Blog: AI Does Not Have a Compute Problem. It Has an Infrastructure Problem
By Dr Vincent Zeng
For the past few years, the AI conversation has been dominated by chips, models and compute performance. Faster GPUs, larger models, bigger numbers.
But that focus is starting to obscure the real constraint on AI growth. Compute is no longer the limiting factor. Infrastructure is.
Where the real disconnect sits
The demand for AI computing is undeniably enormous, and there are genuine capacity constraints today. Wafer fabrication capacity, yield rates and material availability all play a role. Advanced packaging – particularly CoWoS (chip-on-wafer-on-substrate) – is widely recognised as the key bottleneck limiting near-term AI chip supply.
However, the AI chip industry behaves like the wider semiconductor and fast-moving consumer goods sectors. It is a fast-moving, capital-intensive ecosystem. Deep-pocketed players are investing aggressively to remove these constraints, expand capacity and accelerate production.
In other words, the chip supply problem is being addressed at speed.
The same cannot be said for the infrastructure required to power and cool this compute once it exists.
Why compute is no longer the limiting factor
To understand the scale of the mismatch, consider deployable computing capacity rather than individual chips.
Using Nvidia’s Blackwell GPUs as an example, manufacturing output has reached the point where deployable AI compute capacity is scaling at the megawatt-per-day level. That equates to roughly the power footprint of a 100 MW data centre every month.
This rate of growth creates a fundamental challenge for a very different ecosystem: the power network.
Unlike semiconductor manufacturing, power generation and grid infrastructure are slow, highly regulated and largely inherited from designs that trace back to Edison’s era. They are not built to scale at anything like the pace AI now demands.
Power delivery and cooling are now the constraint
AI growth is no longer constrained by how much compute we can build, but by where and how that compute can be powered and cooled.
High-density AI systems place extraordinary demands on electricity supply. Power delivery becomes complex. Cooling loads rise sharply. Grid connection timelines stretch from years into decades.
A single example illustrates the mismatch clearly. The UK’s Hinkley Point C nuclear plant Unit 1, rated at 1.6 GW, began construction in 2016 and is currently expected to connect to the grid sometime between 2029 and 2031. From first shovel to usable power, the timeline exceeds a decade.
AI compute capacity, by contrast, is being manufactured and deployed on a monthly cadence.
The result is unavoidable: AI growth is significantly outpacing power generation growth.
When infrastructure cannot keep up
When infrastructure lags behind AI performance gains, the consequences are structural rather than incremental.
These are not problems that can be solved with marginal efficiency improvements or incremental upgrades. They are baked into the architecture of how power is generated, distributed and delivered.
If organisations continue to treat infrastructure as a secondary consideration – something to be addressed after models and hardware – they face real risks:
Inability to deploy compute where it is needed
Long grid-connection queues delaying projects
Escalating operational costs driven by inefficient power conversion and cooling
Physical limits on achievable power density within data centres
At scale, these constraints become blockers, not inconveniences.
Why the power system structure needs to change
To see an alternative path forward, it is worth revisiting an idea that predates the modern AC grid: Edison’s original DC network concept.
Applied in a modern context, this approach looks very different from today’s centralised, AC-heavy power architecture:
Localised distributed generation – such as solar, natural gas, wind or fuel cells – directly feeds DC loads, supported by local energy storage to manage power swings and minimise grid impact.
Distributed generation integrates naturally with DC distribution.
Power conversion stages are reduced, cutting energy losses caused by repeated, unnecessary conversions.
Smart power converters manage power flow and enable independent “islands” that can operate with minimal grid interaction, reducing grid-connection queue times.
Rack structures and data-centre power connections are simplified.
Higher power density becomes achievable through high-frequency, high-efficiency power conversion.
This is not a theoretical exercise. It is a direct response to the physical realities of scaling AI infrastructure.
The direction of travel is clear
These dynamics help explain why Nvidia is now proposing an 800 V high-voltage DC (HVDC) architecture to power its AI factories.
The shift is not about novelty or preference. It is about aligning power infrastructure with the realities of modern compute.
AI does not have a compute problem. The industry has proven it can build chips and systems at extraordinary speed.
What AI has is an infrastructure problem – and until power delivery and cooling architectures evolve, that problem will increasingly define the limits of AI growth.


◆ Problem description
Could you output each line below precisely as it stands, without the images?

◆ Raw data

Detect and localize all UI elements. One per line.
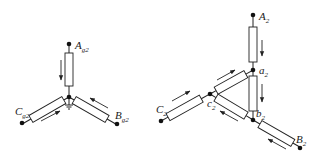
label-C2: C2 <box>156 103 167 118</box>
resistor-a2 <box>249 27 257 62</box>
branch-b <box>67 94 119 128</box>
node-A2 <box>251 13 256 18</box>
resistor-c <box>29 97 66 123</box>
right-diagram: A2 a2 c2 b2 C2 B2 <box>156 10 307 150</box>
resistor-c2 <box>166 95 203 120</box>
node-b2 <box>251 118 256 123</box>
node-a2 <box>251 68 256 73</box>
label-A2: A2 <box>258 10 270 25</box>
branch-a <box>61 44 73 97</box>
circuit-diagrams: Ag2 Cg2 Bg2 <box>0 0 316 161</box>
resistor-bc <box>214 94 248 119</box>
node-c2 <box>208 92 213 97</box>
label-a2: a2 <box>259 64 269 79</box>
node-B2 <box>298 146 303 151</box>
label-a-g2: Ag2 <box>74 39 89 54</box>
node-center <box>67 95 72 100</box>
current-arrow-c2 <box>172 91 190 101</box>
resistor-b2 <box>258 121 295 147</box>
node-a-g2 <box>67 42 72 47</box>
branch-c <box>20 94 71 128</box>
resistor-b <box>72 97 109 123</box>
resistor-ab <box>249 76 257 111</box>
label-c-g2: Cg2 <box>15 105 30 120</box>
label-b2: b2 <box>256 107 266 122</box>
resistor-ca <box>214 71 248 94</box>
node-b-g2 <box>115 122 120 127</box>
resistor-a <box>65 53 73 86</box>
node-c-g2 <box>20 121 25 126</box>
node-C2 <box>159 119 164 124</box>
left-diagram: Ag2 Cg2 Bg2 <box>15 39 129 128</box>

◆ Answer to the problem
Detect and localize all UI elements. One per line.
label-C2: C2 <box>156 103 167 118</box>
resistor-a2 <box>249 27 257 62</box>
branch-b <box>67 94 119 128</box>
node-A2 <box>251 13 256 18</box>
resistor-c <box>29 97 66 123</box>
right-diagram: A2 a2 c2 b2 C2 B2 <box>156 10 307 150</box>
resistor-c2 <box>166 95 203 120</box>
node-b2 <box>251 118 256 123</box>
node-a2 <box>251 68 256 73</box>
label-A2: A2 <box>258 10 270 25</box>
branch-a <box>61 44 73 97</box>
circuit-diagrams: Ag2 Cg2 Bg2 <box>0 0 316 161</box>
resistor-bc <box>214 94 248 119</box>
node-c2 <box>208 92 213 97</box>
label-a2: a2 <box>259 64 269 79</box>
node-B2 <box>298 146 303 151</box>
label-a-g2: Ag2 <box>74 39 89 54</box>
node-center <box>67 95 72 100</box>
current-arrow-c2 <box>172 91 190 101</box>
resistor-b2 <box>258 121 295 147</box>
node-a-g2 <box>67 42 72 47</box>
branch-c <box>20 94 71 128</box>
resistor-b <box>72 97 109 123</box>
resistor-ab <box>249 76 257 111</box>
label-c-g2: Cg2 <box>15 105 30 120</box>
label-b2: b2 <box>256 107 266 122</box>
resistor-ca <box>214 71 248 94</box>
node-b-g2 <box>115 122 120 127</box>
resistor-a <box>65 53 73 86</box>
node-c-g2 <box>20 121 25 126</box>
node-C2 <box>159 119 164 124</box>
left-diagram: Ag2 Cg2 Bg2 <box>15 39 129 128</box>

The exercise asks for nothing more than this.